You're looking at a screen shot of my Typepad stats page for this blog. As you may be aware, Typepad's stats are woefully lacking, but one thing I've always trusted them for is referring URLs. The platform seems to do a pretty good job of tracking those.
Notice where the traffic is coming from. (You can click the image to see a larger version...or I could just give you my login credentials and you could see them that way.) In this particular screen shot, it's largely from Facebook. There's a Twitter referral in there too, and a couple of Google searches.
If you were to follow these over the course of several days you'd notice that most of the traffic comes from social media sites - Facebook and Twitter for the most part - where I put links to these blog posts.
On some days most of the traffic seems to come from Stumbleupon. Google searches make up a reasonable percentage as well.

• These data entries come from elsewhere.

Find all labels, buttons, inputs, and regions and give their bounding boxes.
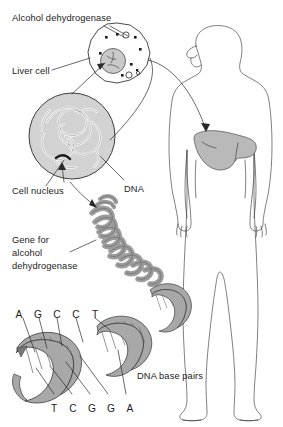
label-gene-line-1: Gene for	[12, 235, 49, 245]
label-dna: DNA	[124, 184, 145, 194]
base-bottom-0: T	[51, 403, 57, 414]
top-strand-bases: A G C C T	[16, 309, 99, 320]
label-alcohol-dehydrogenase: Alcohol dehydrogenase	[12, 13, 111, 23]
label-gene-for-alcohol-dehydrogenase: Gene for alcohol dehydrogenase	[12, 235, 77, 271]
diagram-figure: Alcohol dehydrogenase Liver cell Cell nu…	[0, 0, 283, 427]
base-top-3: C	[72, 309, 79, 320]
liver-cell	[88, 23, 150, 83]
base-top-2: C	[53, 309, 60, 320]
chromatin-coil	[92, 196, 161, 284]
helix-turn-2	[97, 316, 152, 376]
helix-turn-3	[150, 284, 191, 332]
bottom-strand-bases: T C G G A	[51, 403, 134, 414]
label-gene-line-3: dehydrogenase	[12, 261, 77, 271]
label-liver-cell: Liver cell	[12, 66, 50, 76]
base-top-1: G	[34, 309, 42, 320]
base-bottom-2: G	[88, 403, 96, 414]
base-bottom-3: G	[107, 403, 115, 414]
cell-nucleus	[29, 93, 115, 179]
dna-double-helix	[13, 284, 192, 403]
base-top-4: T	[92, 309, 98, 320]
human-body-outline	[169, 26, 272, 421]
label-gene-line-2: alcohol	[12, 248, 42, 258]
liver-organ	[194, 131, 256, 170]
label-dna-base-pairs: DNA base pairs	[137, 371, 203, 381]
base-top-0: A	[16, 309, 23, 320]
base-bottom-1: C	[69, 403, 76, 414]
label-cell-nucleus: Cell nucleus	[12, 186, 64, 196]
base-bottom-4: A	[127, 403, 134, 414]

What I'm not seeing very often are links from other blogs. Back in my formative blogging days, the traffic trend seemed to follow this pattern: Nobody reading it...Google beginning to pick it up...some links from bloggers who had graciously included me in their blogrolls...more googling...bloggers including links to me in blog posts and so on. Now, the pattern seems to lean heavily toward social media, then Google, followed way behind by an occasional blog post or two.
Why the difference?
Could it be that times have changed? Is it that social media is now the vanguard? Perhaps this blog is just too new to be of much interest to other bloggers (or, maybe I don't have anything noteworthy to say...that could be it :->).
I do remember in the early days asking people to include me in blogrolls and I've not done that this time. I've also not used the Robin Good Top 55 directory, which I did the first time. However, now the list is well into the 200s, not simply 55.

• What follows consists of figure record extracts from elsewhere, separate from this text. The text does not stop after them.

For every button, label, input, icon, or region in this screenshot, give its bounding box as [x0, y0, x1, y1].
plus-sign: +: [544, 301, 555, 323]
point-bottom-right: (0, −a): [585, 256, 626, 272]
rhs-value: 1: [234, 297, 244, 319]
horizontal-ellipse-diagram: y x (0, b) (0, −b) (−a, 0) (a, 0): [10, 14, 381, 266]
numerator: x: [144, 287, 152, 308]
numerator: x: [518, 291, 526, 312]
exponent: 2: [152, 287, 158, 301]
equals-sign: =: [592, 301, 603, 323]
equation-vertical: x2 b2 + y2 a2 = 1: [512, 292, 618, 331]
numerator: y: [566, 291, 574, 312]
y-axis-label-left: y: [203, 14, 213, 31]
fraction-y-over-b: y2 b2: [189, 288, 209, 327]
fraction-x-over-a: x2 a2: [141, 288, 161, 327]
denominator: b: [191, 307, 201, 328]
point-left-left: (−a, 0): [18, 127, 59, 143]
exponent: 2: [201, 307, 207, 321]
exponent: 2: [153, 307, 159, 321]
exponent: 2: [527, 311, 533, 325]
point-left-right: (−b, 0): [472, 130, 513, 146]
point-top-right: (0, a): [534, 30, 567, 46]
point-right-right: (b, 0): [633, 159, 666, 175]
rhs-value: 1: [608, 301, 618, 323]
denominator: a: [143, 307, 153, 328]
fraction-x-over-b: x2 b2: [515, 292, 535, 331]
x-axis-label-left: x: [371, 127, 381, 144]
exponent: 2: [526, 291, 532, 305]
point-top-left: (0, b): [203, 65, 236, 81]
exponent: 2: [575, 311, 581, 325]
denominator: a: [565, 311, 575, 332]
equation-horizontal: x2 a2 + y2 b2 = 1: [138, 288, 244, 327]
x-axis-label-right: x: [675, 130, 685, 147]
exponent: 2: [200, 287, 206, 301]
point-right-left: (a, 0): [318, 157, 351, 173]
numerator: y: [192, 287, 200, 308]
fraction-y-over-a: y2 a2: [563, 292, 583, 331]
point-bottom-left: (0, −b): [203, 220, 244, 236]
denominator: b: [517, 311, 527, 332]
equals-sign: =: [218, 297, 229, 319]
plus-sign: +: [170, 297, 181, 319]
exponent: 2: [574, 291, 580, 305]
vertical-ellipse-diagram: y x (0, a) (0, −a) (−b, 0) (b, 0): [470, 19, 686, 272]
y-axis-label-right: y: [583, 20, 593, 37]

One of the traffic-building tactics that worked pretty well the first time and which, now that I think about it, is working so-so now, is commenting on or trackbacking to other blogs. That's a good practice for anyone looking to build traffic. In fact, my friend Dave Taylor (who easily gets more than a million visitors to his AskDaveTaylor blog a month) says you should comment on other blogs at least two-to-one more than you post on your own. (It is all about engaging in the larger conversation you know.)
So, where do visitors to your site come from? Please feel free to share. Are you noticing a similar pattern as mine? Also, what traffic-building tips can you share? What's worked well for you in the past? What's not working so well? I'd really like to know... and so would my readers.